Dems Left Us Black and Blue, So We’re Going Green
The AFRO recently ran an op-ed by an author who called out the Democratic Party for allegedly supporting immigrants’ rights over African Americans’ rights. While we wholeheartedly condemn the xenophobic nature of this line of reasoning – exemplary of the divide and conquer patronage-style politics of the Democratic Party – we agree that the Democratic Party has not done well by us in recent decades.
After years of being taken for granted and taken advantage of, our community has been left black and blue. Bruised up but far from beaten, many elder African American civil rights leaders in Baltimore, including the four of us, are participating in an exodus from the Democratic Party to become members of the Baltimore City Green Party (BGP).

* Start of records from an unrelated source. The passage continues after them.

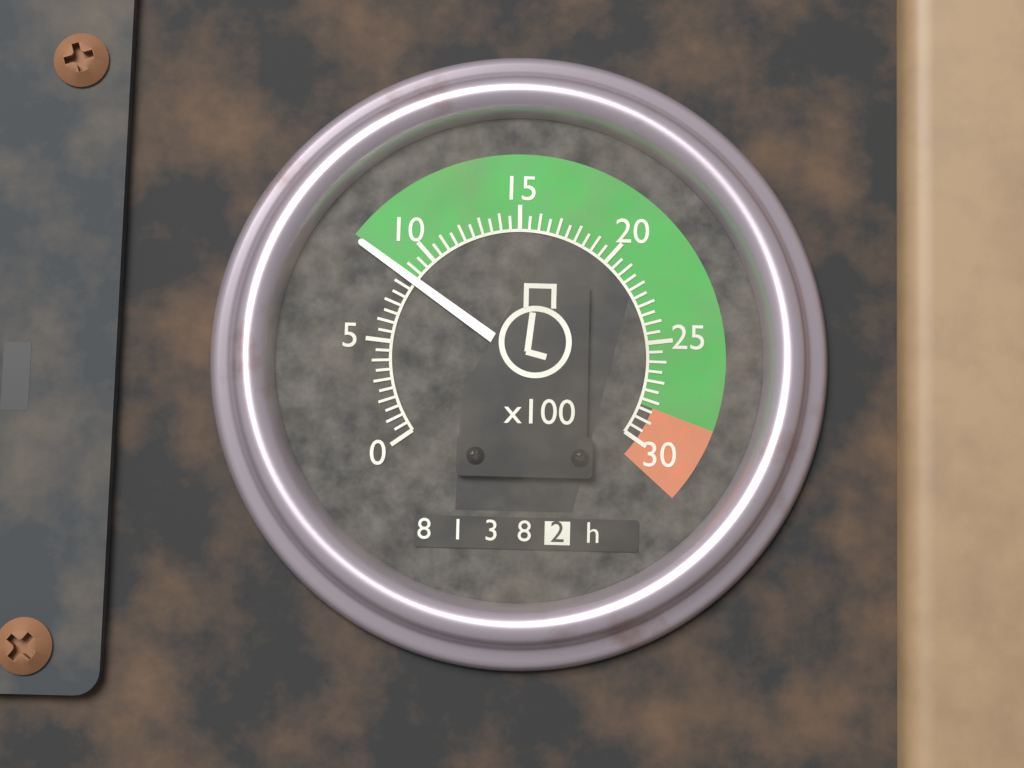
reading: 8.5 x100 rpm
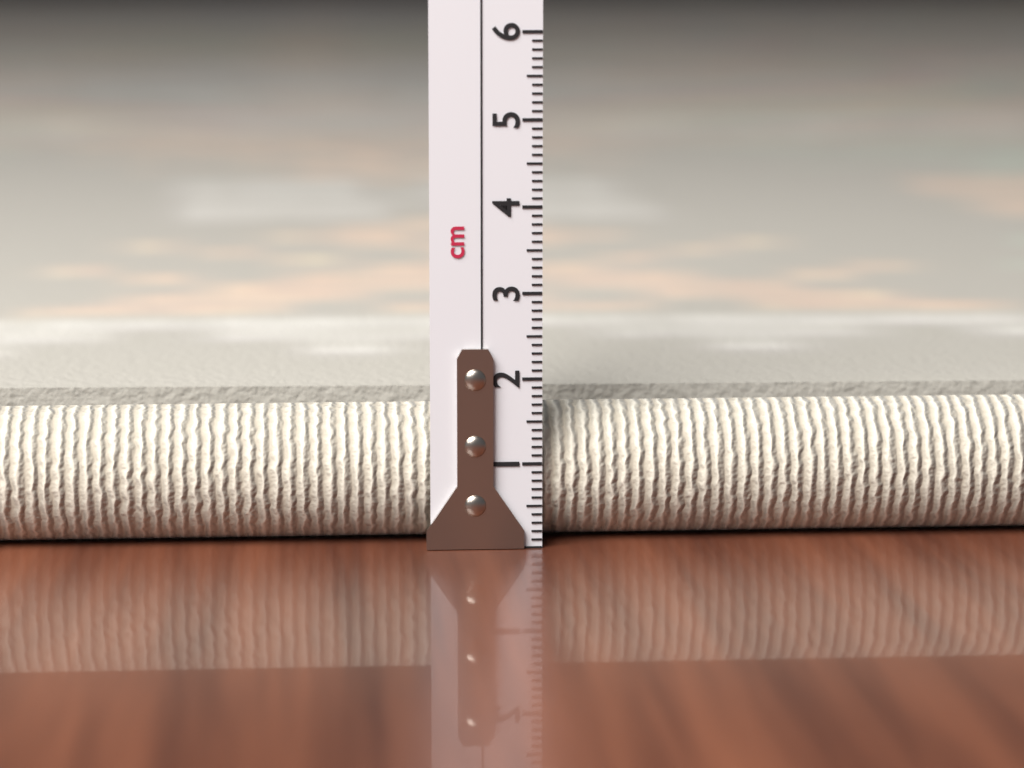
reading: 1.6 cm
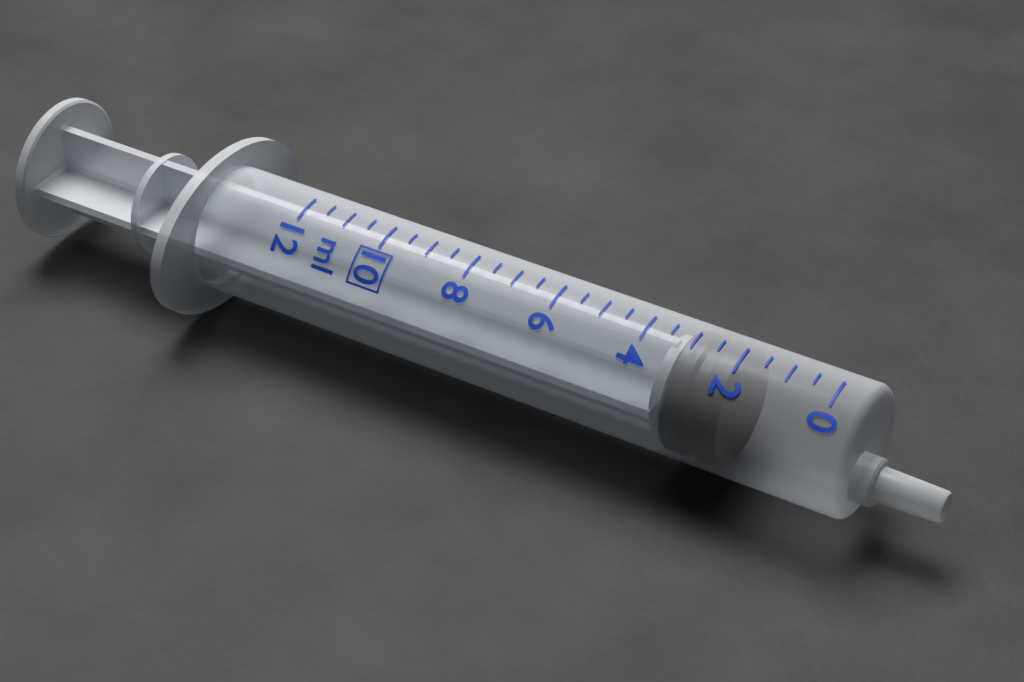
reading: 2.0 ml
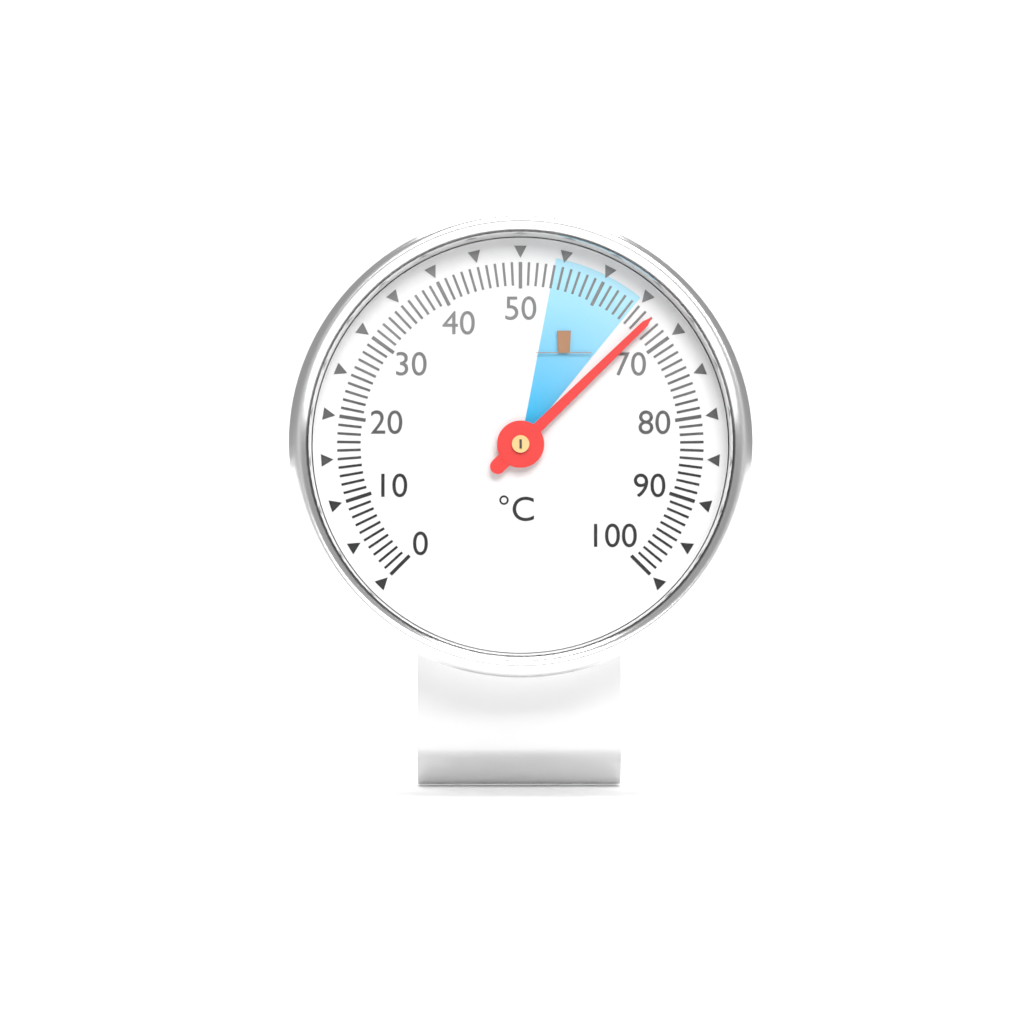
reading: 67 °C
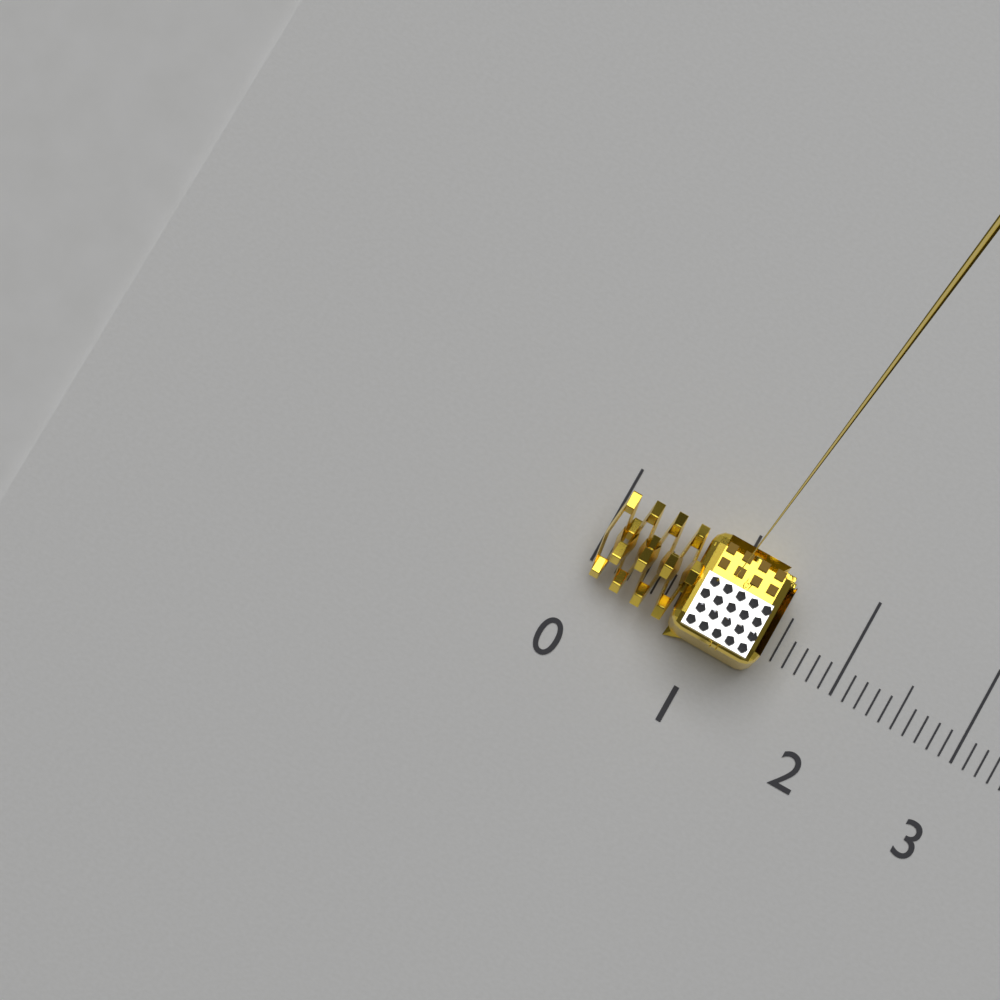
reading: 1.4 (no unit)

Here are three reasons why we think this is the strategic move for our community, our city, and our country.
AFRO, The Black Media Authority
By Rev. Annie Chambers, Dr. Marvin “Doc” Cheatham, Glenn L. Ross, and Sylvia Harris
August 16, 2018
First, we must acknowledge the harm done by the Democratic Party to Black people in Baltimore. The Democratic Party emerged in the 1830s as a populist movement for White working class men under the leadership of President Andrew Jackson. No wonder Jackson’s portrait hangs in President Trump’s Oval Office.
For its first hundred years, the Democrats were the party of slavery, secession, and Jim Crow. In the middle of the 20th century, Presidents Roosevelt, Kennedy, and Johnson signed some fine legislation, but we had to push them for every pen stroke, and while they were signing our rights into law, the latter two were also needlessly sending disproportionate numbers of African Americans to die fighting brown people in Vietnam. Black folks can do better.
One of the reasons we haven’t (with one notable exception) is that since the 1960s, when most African Americans left Lincoln’s Republican Party to join Kennedy’s Democratic Party, Democrats have taken our bodies, voices and votes for granted.
Second, we must open our eyes and admit that nowhere is this abusive dynamic more obvious than in Baltimore City. Since LBJ’s Great Society fifty years ago, our neighborhoods have fallen victim to a vicious cycle of economic disinvestment, discriminatory over-policing and mass incarceration, and political disempowerment at the hands of Democrats like former-Governor O’Malley, Senate President Miller, and House Speaker Busch. Our schools have crumbled and our students shiver in the winter, as happened at Easterwood’s Matthew A. Henson Elementary School.
Public housing, like Perkins and Douglass Homes, is on the chopping block, because of current Republican HUD Secretary Ben Carson and his Democratic predecessor Julian Castro. And our communities are poisoned by the environmental racism of big polluters whose violence is tolerated by politicians in exchange for campaign contributions. We must and we shall do better.
We have to ask ourselves what doing better looks like. Combined, the four of us have more than 250 years of experience in the struggle. We have taken our share of licks, and have decided to leave the Democratic Party and become members of the Baltimore Green Party (BGP). The BGP puts social justice, especially racial justice, at the core of what they stand for. BGP’s four core pillars are social justice, ecological wisdom, nonviolence, and grassroots democracy. What does the Democratic Party stand for, except the most expedient way to your vote? We encourage you to ask them.
With the Green Party, we know we are coming to the table with the leverage of our extensive legacies. We have come to trust Green leaders, after seeing them show up for us, whether in Douglass Homes to help us win the fight for a fair Resident Advisory Board Delegate election, or in Matthew A. Henson Elementary to bring hot drinks to our teachers and warm clothes to our shivering babies.
Some of us, like Rev. Chambers who is running for Lieutenant Governor and is a former BGP Steering Committee co-chair, have taken on leadership positions within the BGP. Most importantly, we know where Greens stand on issues such as justice for Maryland’s HBCUs: Coppin, Morgan, and Bowie State Universities, and University of Maryland Eastern Shore.
We know where they stand on police brutality, the Fight for $15, clean air for our asthmatic children and seniors, economic development that puts people before profit, ending food deserts, and creating real public safety for all. These are the issues that matter to Baltimore, and since the Democrats will not move forward on these issues, it is time for us to move on.
For these reasons and more, we are proud to tell you we have gone Green. Please check out the exciting class of Green leaders running for office this year and vote for the candidates who will serve you, and not the bosses and corporations, in Annapolis next year. There has never been a better time to go Green and get free. Together, we will.
Dr. Marvin L. ‘Doc’ Cheatham, Sr. is the president and C.E.O. of Matthew A. Henson Neighborhood Association. Glenn Ross is a Green candidate for Delegate in East Baltimore’s 45th District. Sylvia Harris is the mother of slain Baltimore City Councilman Kenneth Harris and an adviser to the Joshua Harris (no relation) for Delegate (G-40) campaign. Rev. Annie Chambers is the RAB Delegate of Douglass Homes and a Green Party Candidate for Lieutenant Governor.